After her meeting with the National Assembly deputies and its president Vital Kamerhe on 23 April 2007, Deputy Secretary General Dr. Asha Rose Migiro said that it gave her a 'great feeling of joy and victory.'
Dr. Migiro told the press that ‘as an African at the top level of UN leadership, I thought I should come here and see these gains for myself, and one of the big gains is this august Assembly and the members of parliament that you see with me here.’
“As a Deputy Secretary General and as an African daughter I feel very proud. I carry with me a strong feeling of triumph, having seen the efforts of the National Assembly and its president in promoting reconciliation and dialogue in a bid for unity and to strengthen democracy in the DRC. That gives me a great feeling, a feeling of joy, a feeling of victory,” she explained.
After a subsequent meeting with the Minster of Foreign Affairs and International Cooperation, the Deputy Secretary General said all those she had talked to were ‘proud that the DRC elections were held in a free and fair manner.’
She said that the recent March violence in Kinshasa, although regrettable, is ‘something that can still be an incentive for the country to consolidate the peace dividends and to put in place mechanisms and institutions that will ensure that human rights thrive, and that democracy continues.’
This, Dr. Migiro said, ‘will enable the Congolese people to sit down and to pick up the challenges, and put in place programmes to ensure that they overcome the immense social and economic problems that the country is facing.’
She added that all parties she had spoken to ‘agree that there cannot be any alternative to dialogue and reconciliation.’
“This has emerged very clearly, particularly in my discussions with the president of the National Assembly, members of parliament of the opposition and the majority. This is a great encouragement to the United Nations, given the fact that the United Nations is one of the interlocutors who has invested heavily in the DRC in terms of the democratic process and development agenda.”
Finally, the Deputy Secretary General said that the UN can give a guarantee of its ‘engaged presence in the DRC, and a readiness to continue to work with the Congolese people and its government.’
Another guarantee, she said, was that the Congolese themselves have demonstrated that ‘they want the path of democracy and peace’, by voting peacefully in last years elections.
“They have shown that they want to take the path of stability and peace and there cannot be a better guarantee than the will of the Congolese people and the political will of its leadership be it from the opposition or from the majority,” Dr. Migiro concluded.
Today, Dr. Migiro will meet with the head of the Independent Electoral Commission, Fr. Apollinaire Malu Malu, and will address MONUC staff at a town hall meeting in the afternoon.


For the listing below, how many lines contain the word "this"? Answer with only that figure.

────────

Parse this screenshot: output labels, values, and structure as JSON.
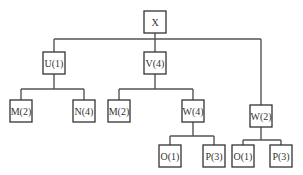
{
  "diagram": {
    "type": "tree",
    "nodes": {
      "root": {
        "label": "X",
        "x": 155,
        "y": 22
      },
      "u1": {
        "label": "U(1)",
        "x": 54,
        "y": 63
      },
      "v4": {
        "label": "V(4)",
        "x": 155,
        "y": 63
      },
      "m2a": {
        "label": "M(2)",
        "x": 21,
        "y": 111
      },
      "n4": {
        "label": "N(4)",
        "x": 84,
        "y": 111
      },
      "m2b": {
        "label": "M(2)",
        "x": 119,
        "y": 111
      },
      "w4": {
        "label": "W(4)",
        "x": 193,
        "y": 111
      },
      "w2": {
        "label": "W(2)",
        "x": 261,
        "y": 116
      },
      "o1a": {
        "label": "O(1)",
        "x": 170,
        "y": 156
      },
      "p3a": {
        "label": "P(3)",
        "x": 214,
        "y": 156
      },
      "o1b": {
        "label": "O(1)",
        "x": 243,
        "y": 156
      },
      "p3b": {
        "label": "P(3)",
        "x": 281,
        "y": 156
      }
    },
    "edges": [
      [
        "root",
        "u1"
      ],
      [
        "root",
        "v4"
      ],
      [
        "root",
        "w2"
      ],
      [
        "u1",
        "m2a"
      ],
      [
        "u1",
        "n4"
      ],
      [
        "v4",
        "m2b"
      ],
      [
        "v4",
        "w4"
      ],
      [
        "w4",
        "o1a"
      ],
      [
        "w4",
        "p3a"
      ],
      [
        "w2",
        "o1b"
      ],
      [
        "w2",
        "p3b"
      ]
    ]
  }
}
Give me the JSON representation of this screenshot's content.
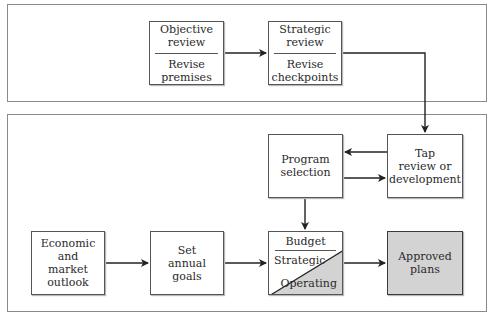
{
  "diagram": {
    "top_panel": {
      "boxes": [
        {
          "id": "objective",
          "top": "Objective\nreview",
          "bottom": "Revise\npremises"
        },
        {
          "id": "strategic",
          "top": "Strategic\nreview",
          "bottom": "Revise\ncheckpoints"
        }
      ]
    },
    "bottom_panel": {
      "boxes": [
        {
          "id": "program",
          "label": "Program\nselection"
        },
        {
          "id": "tap",
          "label": "Tap\nreview or\ndevelopment"
        },
        {
          "id": "economic",
          "label": "Economic and\nmarket\noutlook"
        },
        {
          "id": "goals",
          "label": "Set\nannual\ngoals"
        },
        {
          "id": "budget",
          "title": "Budget",
          "upper": "Strategic",
          "lower": "Operating"
        },
        {
          "id": "approved",
          "label": "Approved\nplans"
        }
      ]
    },
    "edges": [
      {
        "from": "objective",
        "to": "strategic"
      },
      {
        "from": "strategic",
        "to": "tap"
      },
      {
        "from": "tap",
        "to": "program"
      },
      {
        "from": "program",
        "to": "tap"
      },
      {
        "from": "program",
        "to": "budget"
      },
      {
        "from": "economic",
        "to": "goals"
      },
      {
        "from": "goals",
        "to": "budget"
      },
      {
        "from": "budget",
        "to": "approved"
      }
    ],
    "colors": {
      "fill": "#d3d3d3",
      "line": "#2a2a2a",
      "panel_border": "#8a8a8a"
    }
  }
}
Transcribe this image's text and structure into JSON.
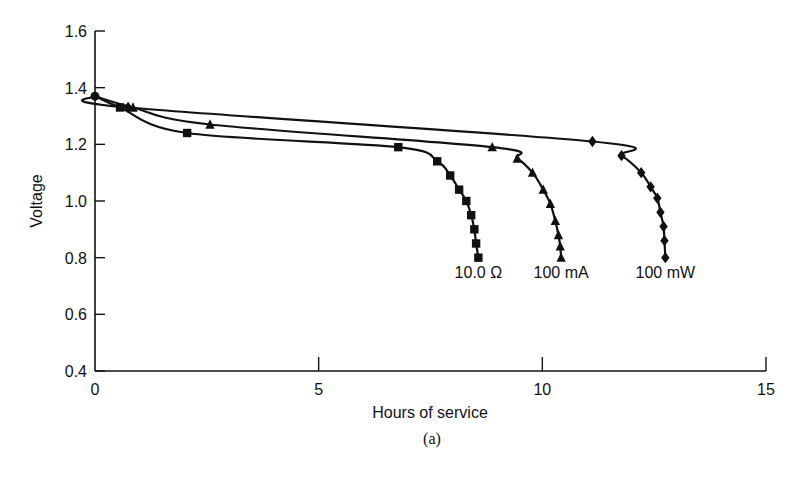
{
  "chart_data": {
    "type": "line",
    "title": "",
    "caption": "(a)",
    "xlabel": "Hours of service",
    "ylabel": "Voltage",
    "xlim": [
      0,
      15
    ],
    "ylim": [
      0.4,
      1.6
    ],
    "xticks": [
      0,
      5,
      10,
      15
    ],
    "yticks": [
      0.4,
      0.6,
      0.8,
      1.0,
      1.2,
      1.4,
      1.6
    ],
    "xtick_labels": [
      "0",
      "5",
      "10",
      "15"
    ],
    "ytick_labels": [
      "0.4",
      "0.6",
      "0.8",
      "1.0",
      "1.2",
      "1.4",
      "1.6"
    ],
    "grid": false,
    "legend_position": "inline labels below curve ends",
    "series": [
      {
        "name": "10.0 Ω",
        "marker": "square",
        "x": [
          0,
          0.56,
          2.06,
          6.78,
          7.65,
          7.94,
          8.14,
          8.3,
          8.41,
          8.48,
          8.52,
          8.57
        ],
        "y": [
          1.37,
          1.33,
          1.24,
          1.19,
          1.14,
          1.09,
          1.04,
          1.0,
          0.95,
          0.9,
          0.85,
          0.8
        ]
      },
      {
        "name": "100 mA",
        "marker": "triangle",
        "x": [
          0,
          0.85,
          2.57,
          8.88,
          9.44,
          9.78,
          10.02,
          10.18,
          10.29,
          10.36,
          10.4,
          10.42
        ],
        "y": [
          1.37,
          1.33,
          1.27,
          1.19,
          1.15,
          1.1,
          1.04,
          0.99,
          0.93,
          0.88,
          0.84,
          0.8
        ]
      },
      {
        "name": "100 mW",
        "marker": "diamond",
        "x": [
          0,
          0.74,
          11.12,
          11.77,
          12.21,
          12.42,
          12.57,
          12.64,
          12.71,
          12.73,
          12.75
        ],
        "y": [
          1.37,
          1.33,
          1.21,
          1.16,
          1.1,
          1.05,
          1.01,
          0.96,
          0.91,
          0.86,
          0.8
        ]
      }
    ]
  },
  "colors": {
    "line": "#111111",
    "background": "#ffffff"
  }
}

────────

# TASK RESPONSE
3